JOHANNESBURG September 17 1997 - SAPA

NEWSPAPERS COLLUDED WITH TOTAL ONSLAUGHT STRATEGY: QWELANE

Newspaper bosses in the 1980s colluded with the apartheid state by signing a pact with State President PW Botha to support his total onslaught strategy, prominent journalist Jon Qwelane told the Truth and Reconciliation Commission on Wednesday.

Qwelane told the TRC's hearing into the role of the media in the apartheid years all the major newspaper houses in South Africa had supported the state of emergency and media owners had blood on their hands.

"I want to charge all the mainstream newspapers - English and Afrikaans - with collusion with apartheid and having a hand, directly or indirectly, in the subsequent murder of tens of thousands of black people by the apartheid army and police. I'm not off my rocker," he said.

"Having got legitimacy for his evil designs, Botha unleased the emergency and a reign of unprecedented terror on our people." Qwelane said black reporters were routinely and regularly discriminated against by their newspaper bosses.

He said the mainstream newspapers violated the public's basic human rights by denying them information on apartheid. The lack of training was often used as an excuse to deny black journalists promotion opportunites, Qwelane said.

News was segregated along racial lines by the distribution of Extra or African editions by major newspapers to the black population. "Conventional newsroom wisdom then was that blacks loved to read about sex, soccer and crime."

While the front and back pages were changed, the inner pages were deviod of any of the routine financial and business news, he said.

"The existence of separate, apartheid-style newspapers necessitated the demarcation of newsrooms on racial lines, and the staffing of the segregated newsrooms was also on racial lines." Qwelane said news editors would routinely ask of township or political stories: "Is the story of white interest?"

During his time at the Sunday Starin the 1980s he was ordered by the editor to stop working on a story about a black man who stabbed his wife, then hanged himself and left their seven children orphaned, in favour of a story about a truckload of sheep stuck in the rain when the truck broke down near Midrand.

Both stories were used (the sheep story more prominently) and the murder/suicide only on page two of the African edition.

"Such treatment of news.... constitutes a violation of people's rights to be informed."

He said while newspaper groups opposed apartheid pass legislation in their editorial pages, they practised it against their own staff.

He was not paid for three months by The Star newspaper because the assistant general manager at the time would not issue him with his salary unless he registered at the pass office.

Eventually the Africa edition news editor demanded he be paid. Pay scales were blatantly disciminatory, with black and white journalists doing the same job being paid vastly differently salaries.

Black staff were forced to sit in a black area of the newsroom, and eat in a separate canteen with prison-like steel crockery and cutlery, while their white colleagues ate off porcelain.

Toilets were also segregated, and the separate canteens issue was resolved by the opening of a third "international" canteen.

Referring to the agreement with Botha, Qwelane said: "Was this pact not a tacit violation of our human rights? Did the media owners, by their endorsment of Botha's madness, not help the delay of our day of liberation?"

He said, however, English-language newspapers should be applauded for some of their reportage, inter alia the coverage of the inhumane conditions in SA prisons, the Info scandal, the unmasking of the CCB and Vlakplaas.

Leading black editor Thami Mazwai echoed Qwelane's sentiments, detailing descriptions of further apartheid newsroom and employment discrimination.

He said he was offered to have two days' wages or leave docked by former Rand Daily Mail editor Allister Sparks when Mazwai was detained for taking part in a protest march.

He said when he worked at the World newspaper, which was a "Bantu" edition of the Star, black journalists were not allowed to write on politics as a "matter of law" and had to get them from The Star.

Both men said the antagonism of reporters in the violence-torn East Rand and KwaZulu-Natal in the 1980s may have been a result of self-censorship of the newspapers.

"We were forced to write the sanitised version of the truth,"

Qwelane said newspapers would not print reporters' eye-witness accounts but used the official, sanitised version. Activists monitored the media as much as the state's security apparatus had, and reporters were caught between "a rock and a hard place".

Allegations of collusion were strenously denied by Times Media Limited's deputy chief operating officer Neil Jacobson during the nespaper group's submission later on Wednesday.

He said the prosecution of reporters was proof they had not colluded. "We too were victims of apartheid, in a sense," he said. He admitted discrimination existed and apologised, but said he did not believe it was company policy.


• Task goal: If a line in the listing below contains "left", return that line.

:: Records supplied

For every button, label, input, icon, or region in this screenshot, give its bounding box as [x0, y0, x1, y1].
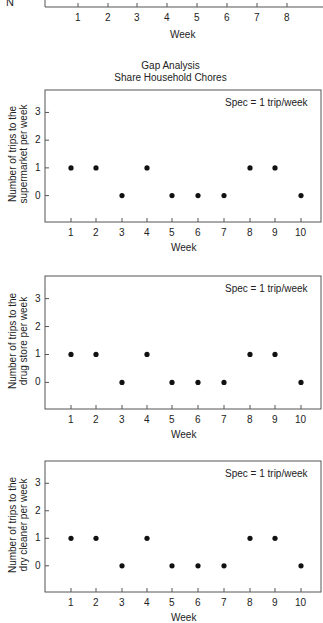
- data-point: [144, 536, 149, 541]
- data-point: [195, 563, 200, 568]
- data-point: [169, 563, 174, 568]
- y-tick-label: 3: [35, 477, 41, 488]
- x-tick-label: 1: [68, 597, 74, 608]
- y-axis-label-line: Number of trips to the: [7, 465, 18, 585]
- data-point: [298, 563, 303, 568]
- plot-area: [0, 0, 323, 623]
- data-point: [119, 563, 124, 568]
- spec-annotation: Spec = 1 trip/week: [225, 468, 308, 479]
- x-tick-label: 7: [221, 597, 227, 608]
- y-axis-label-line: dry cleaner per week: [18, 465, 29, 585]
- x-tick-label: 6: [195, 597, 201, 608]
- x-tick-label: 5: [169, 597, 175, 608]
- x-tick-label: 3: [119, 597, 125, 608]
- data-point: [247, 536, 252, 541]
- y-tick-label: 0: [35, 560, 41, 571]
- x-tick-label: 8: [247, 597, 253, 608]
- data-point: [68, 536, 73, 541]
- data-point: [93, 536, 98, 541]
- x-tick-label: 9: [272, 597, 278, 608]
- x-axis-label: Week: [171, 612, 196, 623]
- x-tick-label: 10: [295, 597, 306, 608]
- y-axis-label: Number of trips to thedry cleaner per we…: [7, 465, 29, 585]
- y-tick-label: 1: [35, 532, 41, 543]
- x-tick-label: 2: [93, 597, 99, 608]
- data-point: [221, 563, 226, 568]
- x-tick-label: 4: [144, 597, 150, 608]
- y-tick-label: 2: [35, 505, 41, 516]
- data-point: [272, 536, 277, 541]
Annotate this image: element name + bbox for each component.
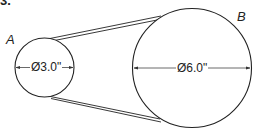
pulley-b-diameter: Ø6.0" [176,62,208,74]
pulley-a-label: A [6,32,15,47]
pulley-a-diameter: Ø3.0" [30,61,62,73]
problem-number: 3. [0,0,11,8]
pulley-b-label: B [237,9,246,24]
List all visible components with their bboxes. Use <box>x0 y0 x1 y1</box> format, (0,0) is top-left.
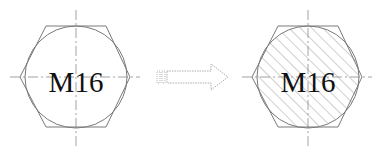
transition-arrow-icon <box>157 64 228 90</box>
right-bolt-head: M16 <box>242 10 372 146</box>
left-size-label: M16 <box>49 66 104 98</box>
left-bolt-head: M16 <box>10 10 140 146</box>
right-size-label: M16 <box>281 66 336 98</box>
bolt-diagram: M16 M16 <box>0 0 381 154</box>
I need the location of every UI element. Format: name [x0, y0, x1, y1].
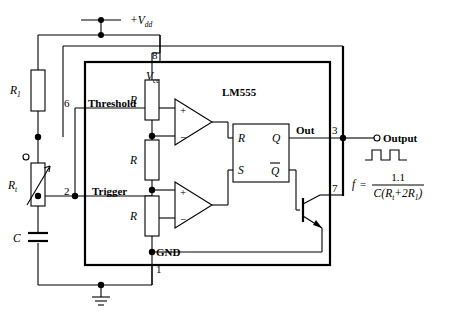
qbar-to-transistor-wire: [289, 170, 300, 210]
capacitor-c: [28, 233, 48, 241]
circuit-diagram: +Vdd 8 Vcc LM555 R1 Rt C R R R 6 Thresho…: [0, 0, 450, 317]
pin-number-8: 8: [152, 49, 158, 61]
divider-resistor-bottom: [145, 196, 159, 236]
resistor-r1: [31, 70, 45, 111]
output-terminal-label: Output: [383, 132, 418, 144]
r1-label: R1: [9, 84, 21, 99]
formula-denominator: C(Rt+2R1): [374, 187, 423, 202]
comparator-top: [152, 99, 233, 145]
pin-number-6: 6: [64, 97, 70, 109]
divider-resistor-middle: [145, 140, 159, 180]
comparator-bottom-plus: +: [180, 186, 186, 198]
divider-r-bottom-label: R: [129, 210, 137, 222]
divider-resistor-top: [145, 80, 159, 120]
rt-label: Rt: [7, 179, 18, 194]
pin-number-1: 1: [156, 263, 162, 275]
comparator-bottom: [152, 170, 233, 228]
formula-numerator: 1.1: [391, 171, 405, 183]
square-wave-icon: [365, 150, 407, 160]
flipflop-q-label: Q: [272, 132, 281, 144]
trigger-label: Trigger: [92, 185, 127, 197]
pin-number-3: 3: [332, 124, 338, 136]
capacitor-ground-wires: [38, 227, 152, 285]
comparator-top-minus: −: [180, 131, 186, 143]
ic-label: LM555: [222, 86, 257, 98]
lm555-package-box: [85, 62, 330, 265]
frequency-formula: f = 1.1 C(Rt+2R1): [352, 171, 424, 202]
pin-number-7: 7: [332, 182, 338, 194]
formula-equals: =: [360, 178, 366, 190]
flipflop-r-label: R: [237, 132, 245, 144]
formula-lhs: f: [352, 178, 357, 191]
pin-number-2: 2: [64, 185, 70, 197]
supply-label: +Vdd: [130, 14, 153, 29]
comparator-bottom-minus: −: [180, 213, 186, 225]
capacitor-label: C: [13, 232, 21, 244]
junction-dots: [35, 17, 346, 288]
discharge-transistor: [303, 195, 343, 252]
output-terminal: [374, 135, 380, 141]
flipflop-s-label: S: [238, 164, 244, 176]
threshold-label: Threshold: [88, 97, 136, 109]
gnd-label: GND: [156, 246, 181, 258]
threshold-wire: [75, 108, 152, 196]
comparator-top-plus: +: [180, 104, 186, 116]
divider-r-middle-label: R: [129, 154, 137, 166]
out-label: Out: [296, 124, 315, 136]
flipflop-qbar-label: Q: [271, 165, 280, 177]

::::

• Problem solution:
List all visible components with their bboxes. Use <box>x0 y0 x1 y1</box> format, (0,0) is top-left.
left-size-label: M16 <box>49 66 104 98</box>
left-bolt-head: M16 <box>10 10 140 146</box>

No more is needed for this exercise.